Notice what’s not on this list: more outreach, faster outreach, automated outreach. The system’s value is not in volume — it’s in restraint and in quality of attention.
This is the part most case studies skip. We won’t.
- Time
- Mostly upfront — brainstorming, mapping prospect types, defining what “good” outreach looks like for each. Ongoing: a 1–2 hour prep block before each working meeting, every 1–2 weeks.
- Money
- Single-digit dollars per month for the AI calls. No CRM purchase, no enterprise platform.
- Maintenance
- Updating the prospect list, refining the criteria when the agent gets it wrong, watching for output drift. Not zero — but small.
The honest summary, again from Preet’s slide: AI is not plug-and-play. It requires intentional design and ongoing calibration. The model is the cheap part. The thinking around the model is the work.
A foundation that works on integrity has to take this seriously. Five principles shaped how the system handles data:
- · No sensitive donor data flows through the AI. The agent sees public signals plus internal context notes — written deliberately, not pulled from a CRM.
- · Inputs are public or controlled. News, LinkedIn, newsletters; or text Preet has chosen to put in.
- · Every output is reviewed by a human before anything reaches a prospect.
- · The AI’s boundaries are explicit. It doesn’t decide; it doesn’t send; it can’t access anything the human hasn’t given it.
- · An internal AI policy documents the above so it’s not reliant on any one person remembering it.

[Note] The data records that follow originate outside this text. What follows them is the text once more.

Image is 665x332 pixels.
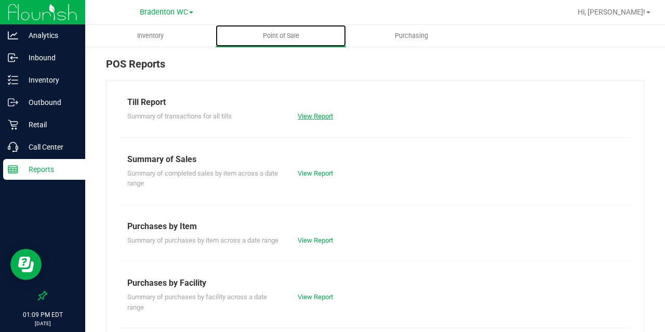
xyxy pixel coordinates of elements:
span: Summary of transactions for all tills [127,112,232,120]
div: Summary of Sales [127,153,623,166]
p: Analytics [18,29,81,42]
inline-svg: Reports [8,164,18,175]
a: View Report [298,169,333,177]
span: Hi, [PERSON_NAME]! [578,8,645,16]
p: Call Center [18,141,81,153]
inline-svg: Outbound [8,97,18,108]
p: Inventory [18,74,81,86]
span: Purchasing [381,31,442,41]
div: Purchases by Facility [127,277,623,289]
label: Pin the sidebar to full width on large screens [37,290,48,301]
iframe: Resource center [10,249,42,280]
p: Retail [18,118,81,131]
span: Summary of purchases by facility across a date range [127,293,267,311]
a: View Report [298,293,333,301]
inline-svg: Inbound [8,52,18,63]
a: View Report [298,236,333,244]
p: Outbound [18,96,81,109]
p: 01:09 PM EDT [5,310,81,319]
span: Summary of completed sales by item across a date range [127,169,278,188]
div: POS Reports [106,56,644,80]
a: Purchasing [346,25,476,47]
inline-svg: Analytics [8,30,18,41]
span: Point of Sale [249,31,313,41]
div: Till Report [127,96,623,109]
a: Inventory [85,25,216,47]
span: Summary of purchases by item across a date range [127,236,278,244]
p: Reports [18,163,81,176]
span: Inventory [123,31,178,41]
div: Purchases by Item [127,220,623,233]
inline-svg: Inventory [8,75,18,85]
inline-svg: Call Center [8,142,18,152]
inline-svg: Retail [8,119,18,130]
span: Bradenton WC [140,8,188,17]
p: Inbound [18,51,81,64]
p: [DATE] [5,319,81,327]
a: View Report [298,112,333,120]
a: Point of Sale [216,25,346,47]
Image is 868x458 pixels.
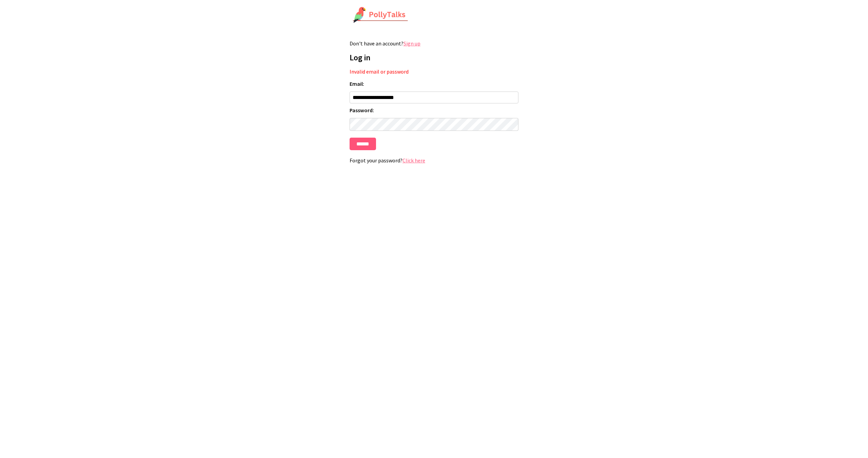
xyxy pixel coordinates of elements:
label: Email: [350,80,518,87]
a: Click here [403,157,425,164]
p: Forgot your password? [350,157,518,164]
img: PollyTalks Logo [353,7,408,24]
a: Sign up [403,40,420,47]
p: Invalid email or password [350,68,518,75]
h1: Log in [350,52,518,63]
p: Don't have an account? [350,40,518,47]
label: Password: [350,107,518,114]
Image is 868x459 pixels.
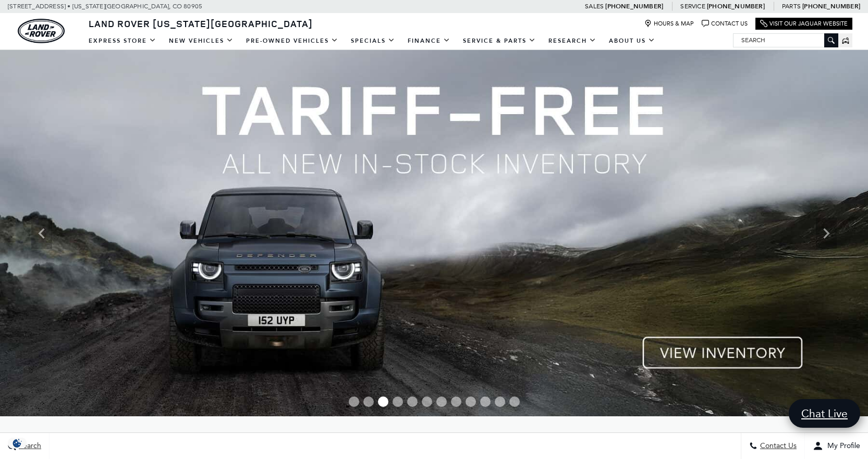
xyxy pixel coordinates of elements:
[393,397,403,407] span: Go to slide 4
[6,438,29,449] section: Click to Open Cookie Consent Modal
[803,2,860,10] a: [PHONE_NUMBER]
[402,32,457,50] a: Finance
[644,19,694,28] a: Hours & Map
[363,397,374,407] span: Go to slide 2
[707,2,765,10] a: [PHONE_NUMBER]
[457,32,542,50] a: Service & Parts
[603,32,662,50] a: About Us
[82,32,162,50] a: EXPRESS STORE
[760,19,848,28] a: Visit Our Jaguar Website
[510,397,520,407] span: Go to slide 12
[82,18,319,29] a: Land Rover [US_STATE][GEOGRAPHIC_DATA]
[585,3,604,10] span: Sales
[701,19,747,28] a: Contact Us
[789,399,860,428] a: Chat Live
[680,3,705,10] span: Service
[240,32,345,50] a: Pre-Owned Vehicles
[465,397,475,407] span: Go to slide 9
[31,218,53,249] div: Previous
[345,32,402,50] a: Specials
[605,2,663,10] a: [PHONE_NUMBER]
[18,18,65,43] img: Land Rover
[796,406,852,421] span: Chat Live
[422,397,432,407] span: Go to slide 6
[162,32,240,50] a: New Vehicles
[82,32,662,50] nav: Main Navigation
[88,18,312,29] span: Land Rover [US_STATE][GEOGRAPHIC_DATA]
[407,397,417,407] span: Go to slide 5
[348,397,359,407] span: Go to slide 1
[815,218,837,249] div: Next
[18,18,65,43] a: land-rover
[757,442,796,451] span: Contact Us
[480,397,490,407] span: Go to slide 10
[804,433,868,459] button: Open user profile menu
[823,442,860,451] span: My Profile
[436,397,447,407] span: Go to slide 7
[733,34,838,46] input: Search
[495,397,505,407] span: Go to slide 11
[6,438,29,449] img: Opt-Out Icon
[378,397,388,407] span: Go to slide 3
[542,32,603,50] a: Research
[782,3,801,10] span: Parts
[7,3,202,10] a: [STREET_ADDRESS] • [US_STATE][GEOGRAPHIC_DATA], CO 80905
[451,397,462,407] span: Go to slide 8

Safety by design. Trust by default.
The pattern — watch a list, filter for meaningful change, surface only what matters, draft something to act on — generalizes well beyond donor outreach. The same shape works for:
- · Content creation — drafting newsletter copy from research notes
- · Research & insights — summarizing what’s happening in a sector
- · Donor engagement — what we’ve described
- · Meeting support — preparing briefs from public information
- · Strategic planning — surfacing trends across a portfolio
- · Operations efficiency — automating low-value triage so humans can do high-value work
The Allard Prize system is one application of this pattern. Most nonprofits have at least three.
The system isn’t finished. Preet and the team are working in three directions:
- · System expansion — applying the same pattern to adjacent functions, starting with social-media content drafting.
- · System refinement — sharpening the donor-intelligence loop with better criteria, sharper scoring, and more useful briefings.
- · Internal ownership — running and improving the system in-house, rather than depending on outside help indefinitely.
That last point is the framing they put on it themselves: Building capability, not dependency. AI for nonprofits isn’t a project you ship and walk away from. It’s a relationship you maintain with a tool that’s powerful, fallible, and getting better only if you make it.
- Start with constraints, not tools. Map the work first. The right AI use case will be obvious; the wrong one will look obvious too.
- Build something small that respects judgment. A tool that drafts outreach for human review is a different beast from a tool that sends it.
- Bias the system toward restraint. If your AI’s default is to do something, it will do too much.
- Keep the data legible. Google Sheets are not a limitation — they’re a feature. Anyone on the team can audit what the system saw and what it concluded.
- Budget time, not just money. The dollars are small. The thinking is the cost.